AMY GOODMAN: The New York Post has a headline, “Score One for NYPD-Bashing.” They said, “Surprise, surprise: The Associated Press yesterday picked up a Pulitzer for its year-long, non-stop hit-job on the NYPD’s counterterrorism efforts.” As we wrap up, Matt Apuzzo, your response? And are you continuing your series?
MATT APUZZO: Yeah, as I said before, it would be surprising to me if people didn’t have strong—this is an important issue, so it would be surprising to me if editorial writers and pundits and regular people didn’t have strong feelings about this one way or the other. You know, some of your viewers probably have strong feelings. The New York Post editorial staff has strong feelings. That’s what democracy is all about, right? And democracy needs information. And we try to provide that information so people can make informed decisions. So, not surprised that there are strong feelings. And again, this wasn’t a series we set out to do, so whether it continues, I think it continues if more information makes itself available. And we’ll go where the story leads.

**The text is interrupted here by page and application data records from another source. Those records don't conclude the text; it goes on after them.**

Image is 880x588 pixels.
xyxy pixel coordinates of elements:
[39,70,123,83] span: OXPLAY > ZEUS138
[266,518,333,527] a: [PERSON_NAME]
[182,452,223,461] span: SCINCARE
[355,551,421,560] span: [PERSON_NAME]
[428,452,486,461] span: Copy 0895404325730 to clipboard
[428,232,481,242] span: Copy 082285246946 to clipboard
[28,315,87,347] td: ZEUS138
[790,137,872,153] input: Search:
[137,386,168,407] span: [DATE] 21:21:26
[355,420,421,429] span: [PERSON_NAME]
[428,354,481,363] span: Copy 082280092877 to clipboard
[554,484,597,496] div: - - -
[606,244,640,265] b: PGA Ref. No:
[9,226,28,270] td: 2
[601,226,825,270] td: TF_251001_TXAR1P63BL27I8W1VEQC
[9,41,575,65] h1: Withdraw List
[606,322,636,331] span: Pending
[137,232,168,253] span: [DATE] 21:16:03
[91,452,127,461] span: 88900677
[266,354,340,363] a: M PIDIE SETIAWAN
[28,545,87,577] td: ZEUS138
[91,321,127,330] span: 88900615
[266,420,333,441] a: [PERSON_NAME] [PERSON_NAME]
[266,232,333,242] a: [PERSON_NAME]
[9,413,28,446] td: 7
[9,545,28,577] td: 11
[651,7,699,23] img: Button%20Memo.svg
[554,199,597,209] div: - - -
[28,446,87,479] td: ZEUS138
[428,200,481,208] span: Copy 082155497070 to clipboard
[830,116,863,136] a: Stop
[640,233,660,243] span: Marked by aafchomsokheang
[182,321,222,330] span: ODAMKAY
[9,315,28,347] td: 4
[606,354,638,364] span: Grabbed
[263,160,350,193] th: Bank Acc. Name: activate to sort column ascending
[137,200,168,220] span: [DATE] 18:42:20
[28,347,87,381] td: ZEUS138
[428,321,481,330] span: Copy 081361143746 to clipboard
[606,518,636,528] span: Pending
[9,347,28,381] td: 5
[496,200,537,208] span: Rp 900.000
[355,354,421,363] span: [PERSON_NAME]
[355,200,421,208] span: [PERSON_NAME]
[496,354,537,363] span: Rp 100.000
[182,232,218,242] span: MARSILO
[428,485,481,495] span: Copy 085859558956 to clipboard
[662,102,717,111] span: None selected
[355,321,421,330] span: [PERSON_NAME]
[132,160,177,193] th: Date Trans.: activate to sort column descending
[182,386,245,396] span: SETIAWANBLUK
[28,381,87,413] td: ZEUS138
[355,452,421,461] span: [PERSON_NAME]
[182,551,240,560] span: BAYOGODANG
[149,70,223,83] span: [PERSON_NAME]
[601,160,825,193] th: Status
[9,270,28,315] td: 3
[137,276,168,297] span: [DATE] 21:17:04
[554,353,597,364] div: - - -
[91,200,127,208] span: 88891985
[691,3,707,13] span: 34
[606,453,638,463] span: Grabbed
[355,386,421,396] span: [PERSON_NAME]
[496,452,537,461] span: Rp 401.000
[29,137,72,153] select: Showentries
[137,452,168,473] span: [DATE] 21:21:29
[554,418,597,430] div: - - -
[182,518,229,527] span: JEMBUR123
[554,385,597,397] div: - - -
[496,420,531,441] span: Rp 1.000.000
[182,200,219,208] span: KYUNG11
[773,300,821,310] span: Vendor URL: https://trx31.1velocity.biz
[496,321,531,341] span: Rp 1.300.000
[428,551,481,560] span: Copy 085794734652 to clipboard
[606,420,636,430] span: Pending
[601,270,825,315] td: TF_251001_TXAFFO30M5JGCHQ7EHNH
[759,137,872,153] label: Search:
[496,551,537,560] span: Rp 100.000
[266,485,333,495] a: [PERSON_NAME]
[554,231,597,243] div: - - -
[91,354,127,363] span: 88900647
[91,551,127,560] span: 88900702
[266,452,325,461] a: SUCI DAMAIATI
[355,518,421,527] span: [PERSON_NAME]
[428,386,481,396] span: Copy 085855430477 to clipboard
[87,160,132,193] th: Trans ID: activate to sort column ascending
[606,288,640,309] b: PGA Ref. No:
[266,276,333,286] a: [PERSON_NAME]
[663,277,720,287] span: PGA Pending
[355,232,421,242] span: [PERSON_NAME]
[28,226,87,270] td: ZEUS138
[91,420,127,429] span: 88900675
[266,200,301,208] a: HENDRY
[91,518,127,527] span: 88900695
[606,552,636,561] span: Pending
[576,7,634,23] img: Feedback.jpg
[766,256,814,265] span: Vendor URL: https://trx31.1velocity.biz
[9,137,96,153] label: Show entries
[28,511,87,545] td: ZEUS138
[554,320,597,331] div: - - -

AMY GOODMAN: Matt Apuzzo, I want to thank you for being with us. Again, congratulations. Matt is a reporter—
MATT APUZZO: Thanks a lot.
AMY GOODMAN: —for the Associated Press. He and his colleagues were awarded the Pulitzer Prize for Investigative Reporting for their series of articles revealing the extensive domestic surveillance program deployed by the New York Police Department in the wake of 9/11.